BY MARILYN LESTER****The self-proclaimed “Gay Geezer,” Ira Lee Collings, is, at 81, still a work in progress. No matter that he’s been performing since he was a kid on the radio, the old guy is as young at heart as it’s possible to be, and going strong. Accolades for this MAC Hanson Award winner have been many; he’s been called an imp, an indefatigable optimist, an extrovert and a bundle of energy, among many other declarations of character. Collings is all that, neatly folding these attributes into his persona as an entertainer. He cuts a dapper figure, too – smartly attired in a tux, wearing a Gay Pride Mardi Gras-style necklace for flair and the claiming of identity. He’s been celebrating Pride Month in style, owning his own sexual orientation and professing “gay geezer power” without hesitation or reservation. From his first gay kiss as a youth, singing “Lover Man (Oh Where Can You Be?)” (Jimmy Davis/Roger Ramirez/James Sherman) to memories of his first Pride Parade in 1970, with a dramatic “No Matter What Happens” (Michel Legrand/ Alan and Marilyn Bergman), he is sure of himself as a person and as a performer.
Collings may have what is known as a “cult following.” Certainly he’s cherished by those who know his work. Taking the old radio (and subsequent television show) Your Hit Parade as his sub-theme, he sings a countdown of Top Ten hits that have affected his life, beginning with “Canadian Sunset” (Eddie Heywood/Norman Gimbel). These reference points in song help define his journey from an Indiana childhood to Chicago to his arrival in New York City in the early 1960s. Collings is also a canny geezer, and fearless, letting no eccentricity or opportunity to entertain pass him by. There’s drama, pathos, props, little bits of business, animated facial expressions, body movement and plenty of humor to move the journey along with delight.
He sings two numbers he refers to mischievously as “weed songs.” He is sure their creators must have been high to write those lyrics. And so it is, with “The Moon Is Blue” (Sylvia Fine/Herschel Burke Gilbert) and “A Dreamer’s Holiday” (Kim Gannon/Mabel Wayne) that audience ears perk up with new awareness –aided by Collings’s amusing mugging throughout. There’s more humor with his dedication of “Hound Dog” (Jerry Leiber/Mike Stoller) to Snooky Lanson, one of the stars of Your Hit Parade. Plus, he sings the tune as a poem, a recitative, that makes the words pop with hilarity, once stripped of melody. He turns “(Get Your Kicks on) Route 66” (Bobby Troup) into a gay anthem, allowing Music Director, John M. Cook to take a solo, which demonstrates his artistry as a talented pianist. This song also represents one of the upbeat tunes in the evening’s set, along with “I Know a Place” (Tony Hatch/Jackie Trent); Collings confesses that as a“balladeer” he yielded to director Sally Darling’s wisdom to include upbeat diversity in the show.
Interactivity is also a prime feature of Life Is a Song So Why Not Sing It. Thrice, it’s “lights up!” as Collings descends into the audience to select participants to be serenaded back on stage. For his female subject he croons “Couldn’t Believe My Eyes” (Walter G. Samuels/Leonard Whitcup/Teddy Powell) and “How Do You Speak to an Angel?” (Bob Hilliard/Jule Styne). For a male, he selects later in the show, he sings his “surprise song”: “Lost in Loveliness” (Leo Robin/Sigmund Romberg). Each is presented each with a romantic single rose for complicity. In another lights-up moment, he offers a sweeping, all-inclusive “Baby, Baby, Baby” (Mack David/Jerry Livingston). Collings knows full well that life has its ups and downs. He addresses those unflinchingly, speaks of his family lovingly, and pays tribute to his mother, a hard-working beacon of light who encouraged him and who raised eight children alone and well, after the early death of his father. On the more serious side, he sings a reverent “I Believe” (Ervin Drake/Irvin Graham/Jimmy Shirl/Al Stillman) and, dedicated to his partner of thirty years, a truer-than- true “You Are So Beautiful” (Billy Preston/Bruce Fisher). This youthful geezer is a man who walks his talk.
With his encore, “Nothing Can Stop Me Now” (Anthony Newley/ Leslie Bricusse) the message is clear: life is a song that will continue to be sung, and gloriously.
Ira Lee Collings performed at Don’t Tell Mama in Manhattan on Restaurant Row.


Quote word for word from the line holding "is (447, 1210)." to the last line below, including both, and omit any pictures.
=== Begin Enclosure ===
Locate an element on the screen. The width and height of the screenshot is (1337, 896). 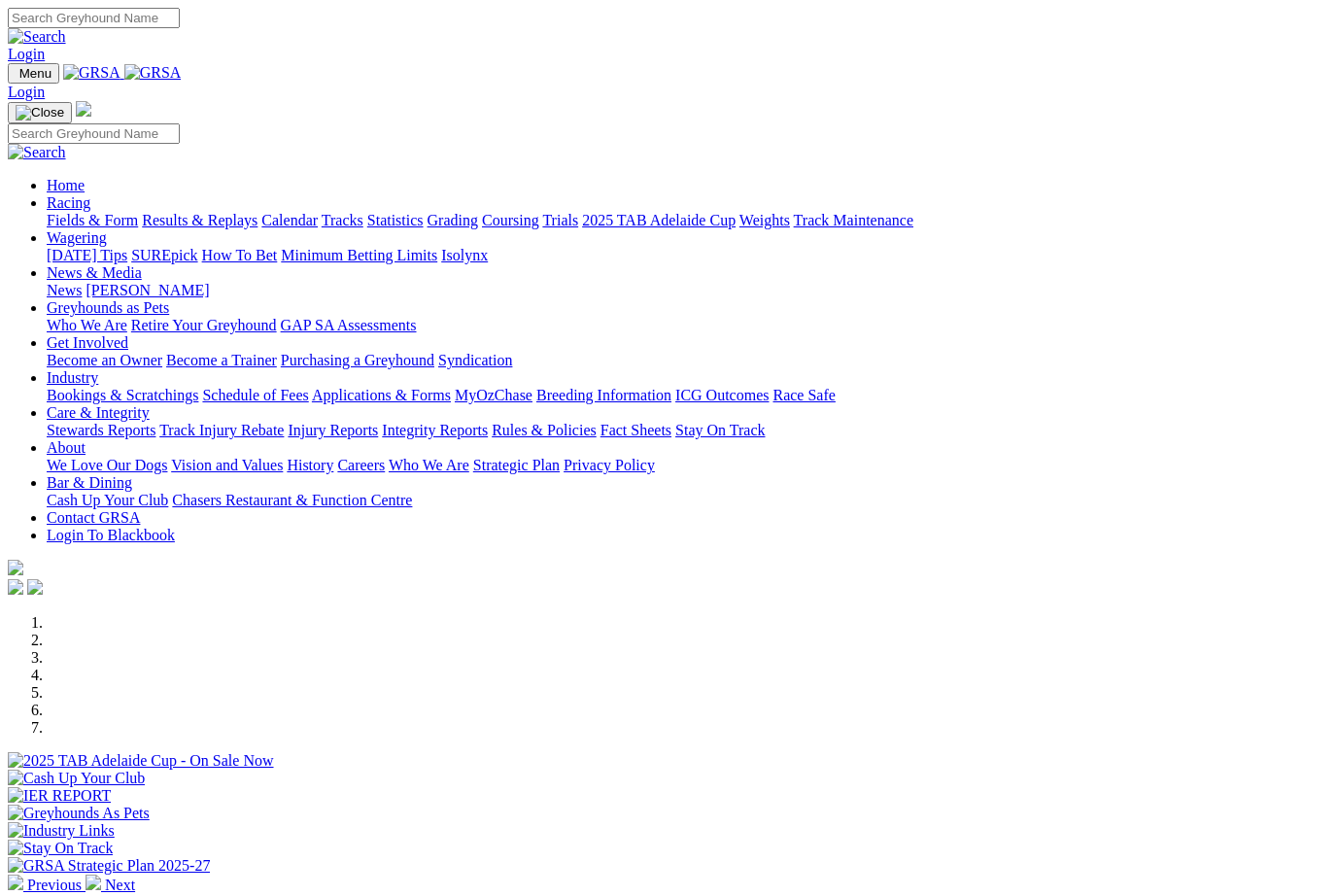
a: Get Involved is located at coordinates (88, 342).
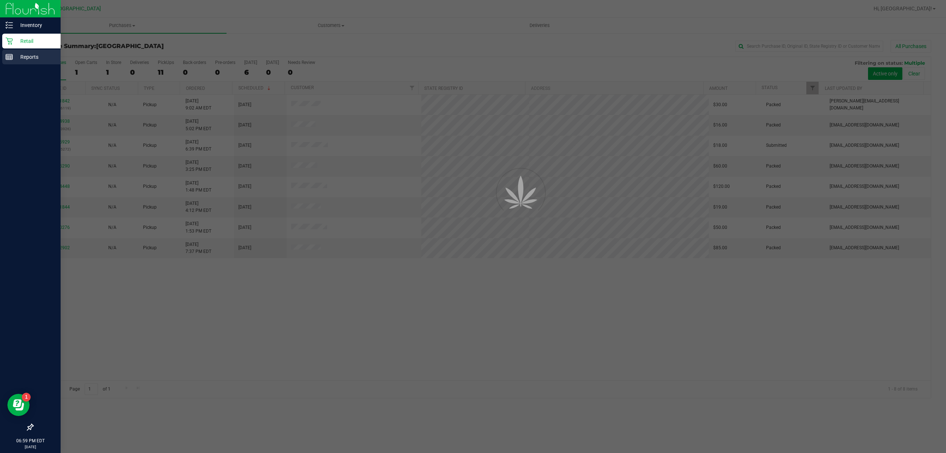 Image resolution: width=946 pixels, height=453 pixels. What do you see at coordinates (9, 41) in the screenshot?
I see `inline-svg: Retail` at bounding box center [9, 41].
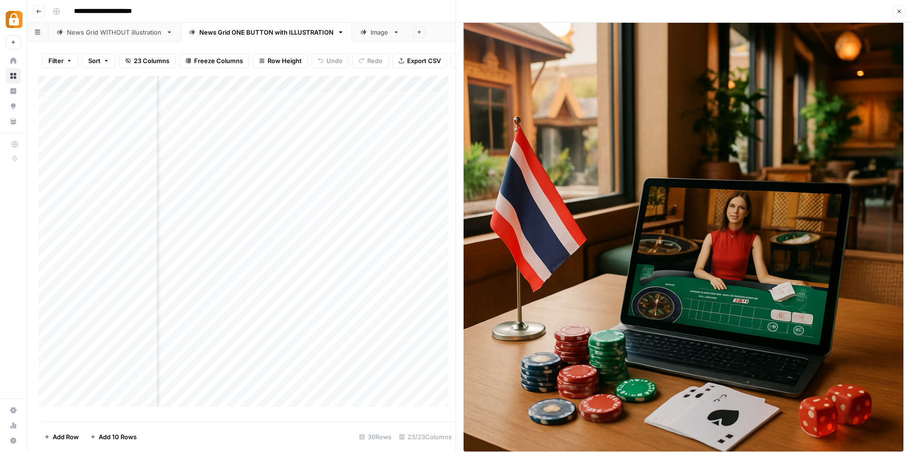 Image resolution: width=911 pixels, height=452 pixels. Describe the element at coordinates (114, 32) in the screenshot. I see `div: News Grid WITHOUT illustration` at that location.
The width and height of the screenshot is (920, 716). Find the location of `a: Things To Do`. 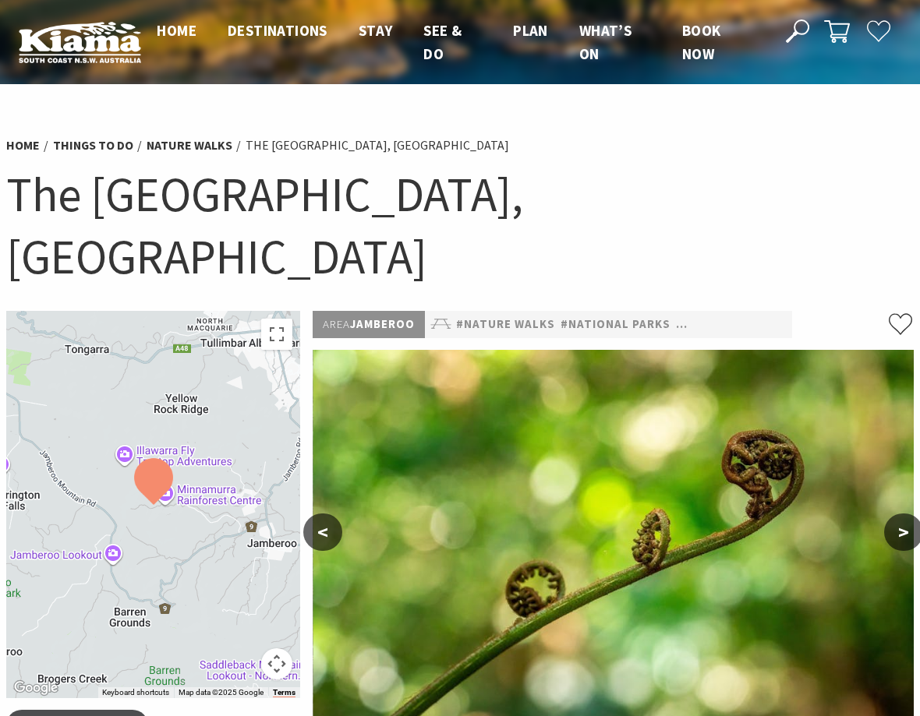

a: Things To Do is located at coordinates (93, 145).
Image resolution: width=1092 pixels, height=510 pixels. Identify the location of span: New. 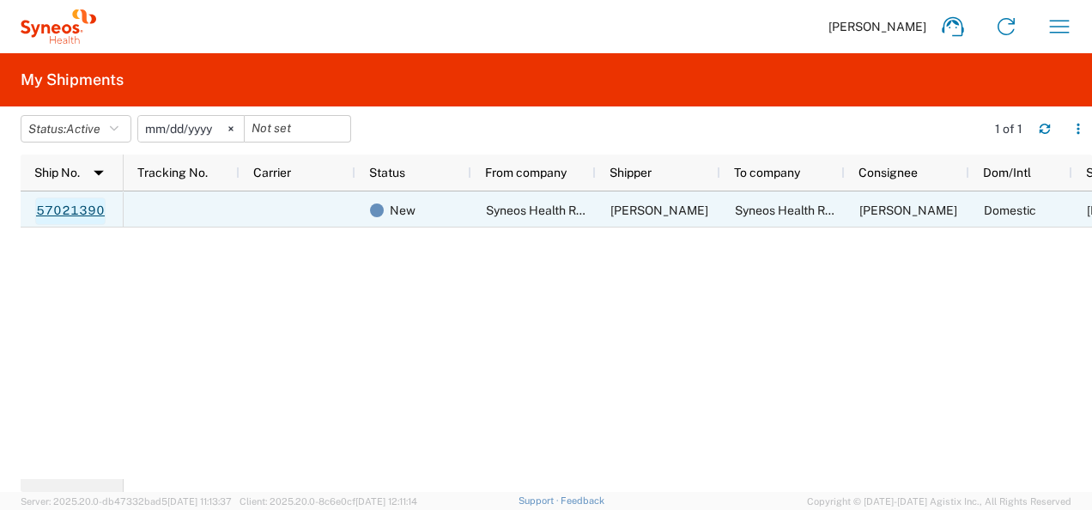
(403, 210).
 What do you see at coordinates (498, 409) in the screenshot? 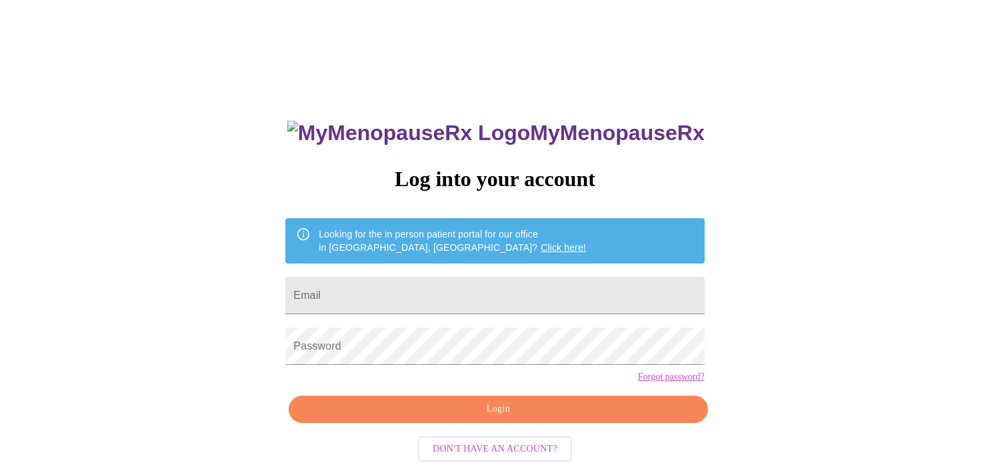
I see `button: Login` at bounding box center [498, 409].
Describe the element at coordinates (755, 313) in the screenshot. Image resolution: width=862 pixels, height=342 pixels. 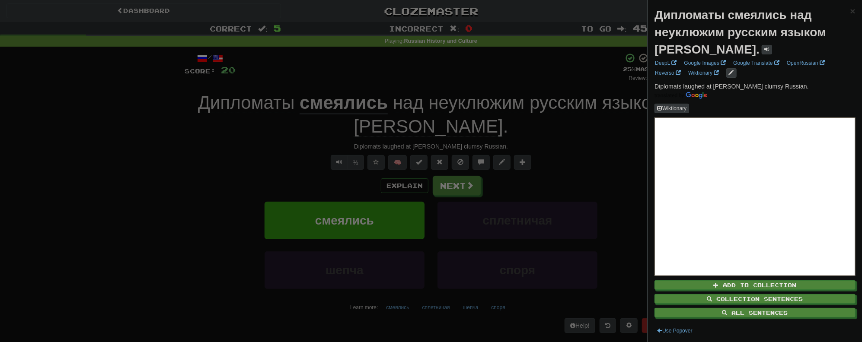
I see `button: All Sentences` at that location.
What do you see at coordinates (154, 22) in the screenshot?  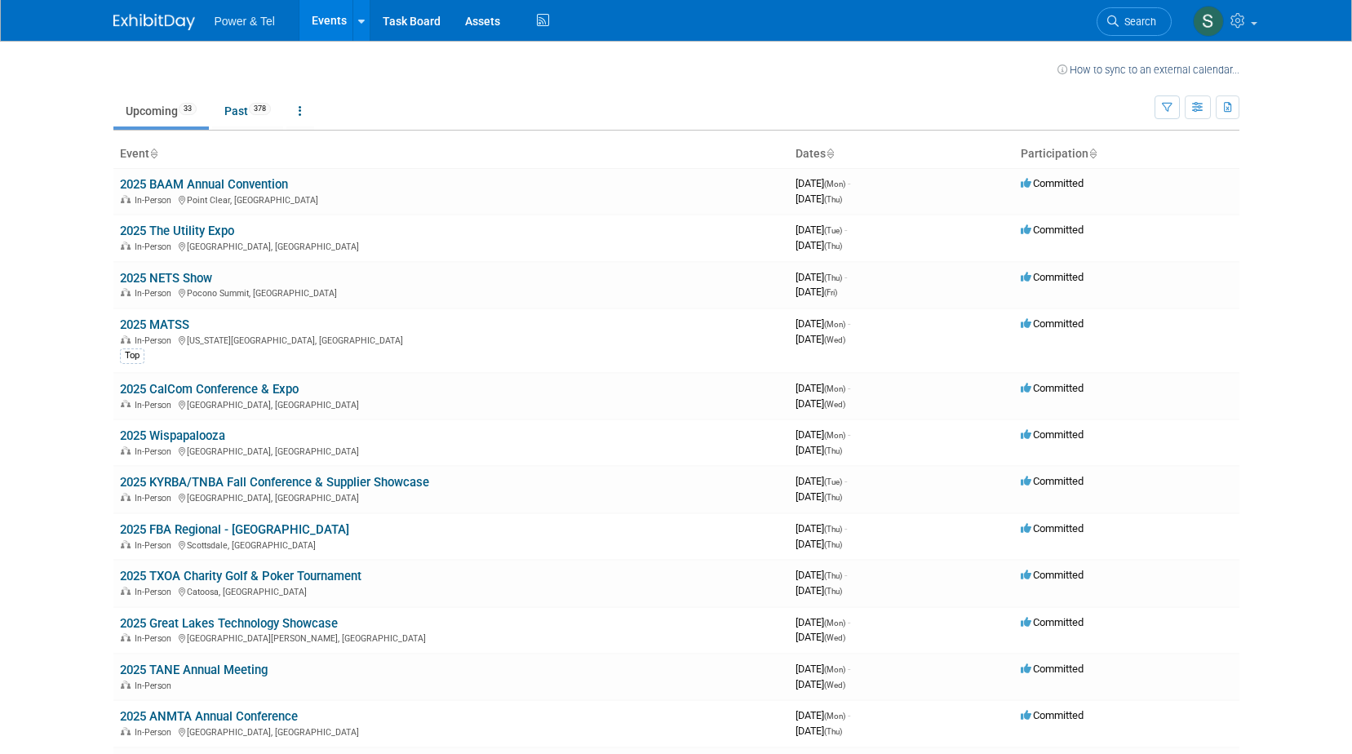 I see `img: ExhibitDay` at bounding box center [154, 22].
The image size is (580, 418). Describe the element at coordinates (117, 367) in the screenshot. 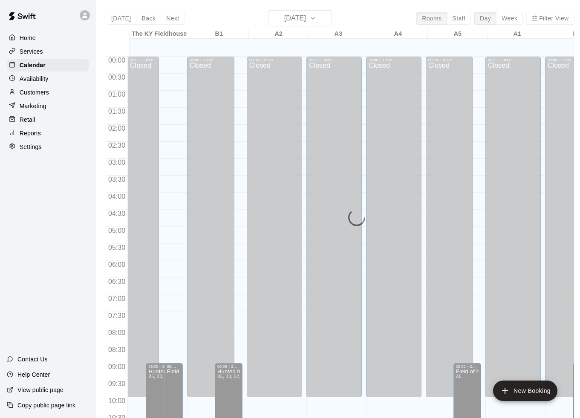

I see `span: 09:00` at that location.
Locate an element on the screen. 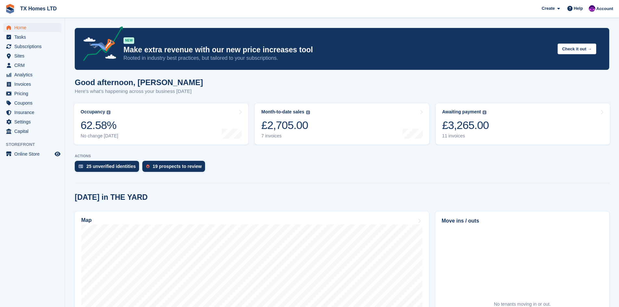  div: Awaiting payment is located at coordinates (462, 112).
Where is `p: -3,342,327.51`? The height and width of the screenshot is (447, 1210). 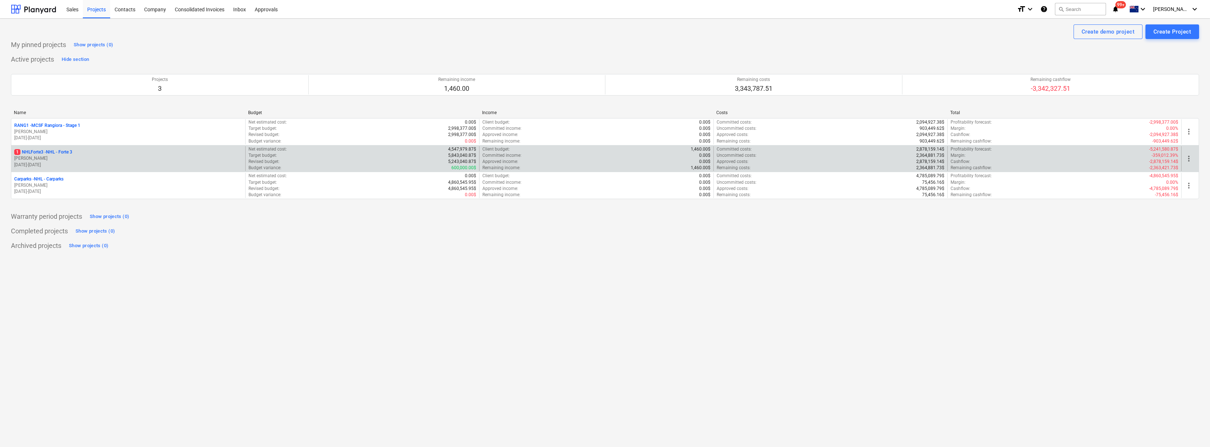
p: -3,342,327.51 is located at coordinates (1050, 89).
=== End Enclosure ===
» Solution
Where is `p: -3,342,327.51`? The height and width of the screenshot is (447, 1210). 
p: -3,342,327.51 is located at coordinates (1050, 89).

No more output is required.